The Last House Guest(71)
“I’m not working for them anymore. Believe me, I—”
“And you.” She stepped closer, fixing her anger on me. Walking down the front porch step, forcing me back in the process. “You, this complete fuck-up . . .” She cringed, then shook her head to herself. “I’m sorry, but you were. This complete nobody. Now you’re running the show? When people like me, who do everything right, get the degree, serve their time—we come back here to nothing? Excuse me for doing something about it. I’m just trying to reclaim what’s mine.”
“By what?” And then I understood. She was trying to spook the visitors. Hit the Lomans’ bottom line where it hurt. Our bottom line, as far as she was concerned. I didn’t know whom she was angrier with—them or me. Or maybe everything was all tied up together, feeding off one another. Me, the person who had hurt her physically; Parker, the one who had broken her heart; the Lomans, destroying her future. Everything broke here.
“Have you been up there? At the Lomans’?”
She threw her hands in the air, as if it were all so obvious. “I’m just trying to find something. Anything. I just want something I can use. I want them out of here.” She was trembling then. “I wanted you out of there. It isn’t fair.” Her voice broke on the last word.
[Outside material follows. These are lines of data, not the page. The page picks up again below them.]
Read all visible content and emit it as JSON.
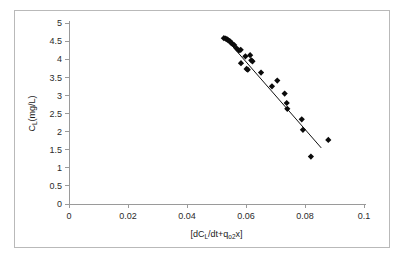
{
  "chart_data": {
    "type": "scatter",
    "title": "",
    "xlabel_parts": {
      "pre": "[dC",
      "sub1": "L",
      "mid": "/dt+q",
      "sub2": "o2",
      "post": "x]"
    },
    "xlabel": "[dCL/dt+qo2x]",
    "ylabel_parts": {
      "pre": "C",
      "sub1": "L",
      "post": "(mg/L)"
    },
    "ylabel": "CL(mg/L)",
    "xlim": [
      0,
      0.1
    ],
    "ylim": [
      0,
      5
    ],
    "xticks": [
      0,
      0.02,
      0.04,
      0.06,
      0.08,
      0.1
    ],
    "xtick_labels": [
      "0",
      "0.02",
      "0.04",
      "0.06",
      "0.08",
      "0.1"
    ],
    "yticks": [
      0,
      0.5,
      1,
      1.5,
      2,
      2.5,
      3,
      3.5,
      4,
      4.5,
      5
    ],
    "ytick_labels": [
      "0",
      "0.5",
      "1",
      "1.5",
      "2",
      "2.5",
      "3",
      "3.5",
      "4",
      "4.5",
      "5"
    ],
    "grid": false,
    "legend": false,
    "marker_style": "diamond",
    "marker_color": "#0b0b0b",
    "line_color": "#111111",
    "series": [
      {
        "name": "CL vs oxygen uptake term",
        "points": [
          [
            0.0525,
            4.58
          ],
          [
            0.0531,
            4.57
          ],
          [
            0.0536,
            4.55
          ],
          [
            0.054,
            4.52
          ],
          [
            0.0545,
            4.5
          ],
          [
            0.0549,
            4.46
          ],
          [
            0.0553,
            4.43
          ],
          [
            0.056,
            4.39
          ],
          [
            0.0568,
            4.3
          ],
          [
            0.0576,
            4.24
          ],
          [
            0.0582,
            4.26
          ],
          [
            0.0583,
            3.89
          ],
          [
            0.0598,
            4.08
          ],
          [
            0.0602,
            3.73
          ],
          [
            0.0606,
            3.71
          ],
          [
            0.0614,
            4.11
          ],
          [
            0.0618,
            3.97
          ],
          [
            0.0622,
            3.94
          ],
          [
            0.0651,
            3.63
          ],
          [
            0.0688,
            3.25
          ],
          [
            0.0706,
            3.41
          ],
          [
            0.0731,
            3.05
          ],
          [
            0.0738,
            2.79
          ],
          [
            0.074,
            2.63
          ],
          [
            0.0789,
            2.34
          ],
          [
            0.0793,
            2.05
          ],
          [
            0.082,
            1.31
          ],
          [
            0.0879,
            1.77
          ]
        ]
      }
    ],
    "trendline": {
      "x_start": 0.0528,
      "y_start": 4.6,
      "x_end": 0.0855,
      "y_end": 1.55
    }
  }
}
The nights when the electricity had gone out and I’d believed myself alone. Footsteps in the sand, the back door left open, and the feel of someone in the house with me. The flashlight on the bluffs. “You could go to jail,” I whispered. “They could ruin you.” The truth, then. They could ruin anyone.
She sat on the first step, looking down the undeveloped street, legs stretched out in front of her and crossed at the ankles. “Are you going to tell the police?”
I had come here to ask Faith about Sadie, thinking that if I looked her in the eye, I’d know. Instead, she was confessing to something else. Something perhaps unconnected. Meanwhile, I’d given the police the phone, told them everything I knew, and all it had done was turn their focus on me. I didn’t know what else I owed them. Or her.
“I don’t know,” I said. That, at least, was the truth.
“What about them, then?” she asked. “Are you going to tell the Lomans?”
“I’m not speaking to them right now. They’re not speaking to me. I don’t work for them anymore. I was fired.” I didn’t owe the Lomans anything. Maybe I never did.
Her eye twitched with some emotion I couldn’t understand. “I want him to know it was me,” she said.
She had no idea, the depths of my own anger. Or maybe she did. She tipped her head to the side, watching me closely.
“No one’s stopping you,” I said. “Do what you want. But the Lomans, they think they control everything. People, properties, this entire town. They think they’ve earned that right. They think they deserve to know everything. Maybe they don’t.”
If it were me, I’d let them wonder. Let them wake up to footsteps and not be sure. Let that fracture split their night, their lives.
“You need to leave,” I said. “You need to get out of here. Please, just stop. You almost . . . This place, it was full of gas. Someone could’ve gotten hurt.”
“No, no one was supposed to get hurt. Just—no one was even noticing. You didn’t, even, until the candles. No one was doing anything.”
A chill ran through me. All these invisible lives, hidden just out of sight. Even that night at the party, when she was right there, she remained out of frame, hidden behind shadows and broken glass.
“Did you see what happened that night?” I asked.
She looked at me out of the corner of her eye. Then pressed her lips together. What did she think had happened? Did she, like the police, believe I could’ve been involved in Sadie’s death?
“No. Connor told me to leave. I wasn’t about to hang around after that.”
Had those been the footsteps I’d heard that night in the woods? When I called Sadie’s name? Forgetting how so many of us could move like a ghost, undetected and invisible—as we were taught to do.
Still, it was her word. Her word that she’d left the party, gone back home. I stared at her face, trying to see—
The sound of a car engine in the distance pulled my focus. I peered down the road but couldn’t see past the trees.
“Faith, let’s go back to your place.” I pulled her by the sleeve, trying to get her to stand, but she was staring at my hand, clenched in the fabric of her shirt. “The police have been keeping an eye on the house across the street.” I nodded toward the Blue Robin. I wondered if it was the detective even now. If he would find us here and know.
She stood then, her gaze following mine down the road. “I don’t see anyone,” she said.
“Still. We need to go.”
We walked quietly, side by side, around the side of the Blue Robin, back through the path of trees, like two friends. To anyone else, it probably looked like a friendly hike. I waited until we were out of view of the Blue Robin, until I was sure we were alone again, to ask. I kept my voice low. “None of this—the candles, the damage—it’s not about Sadie?”
She stopped walking for a second before continuing. “Sadie? No. No. You thought I could hurt her?”
Could she? I closed my eyes and shook my head, but that was a lie, and she knew it. Anyone could do it. That wasn’t the question here. “If I was going to hurt someone,” she said, not breaking stride, “she would be the last Loman on my list.”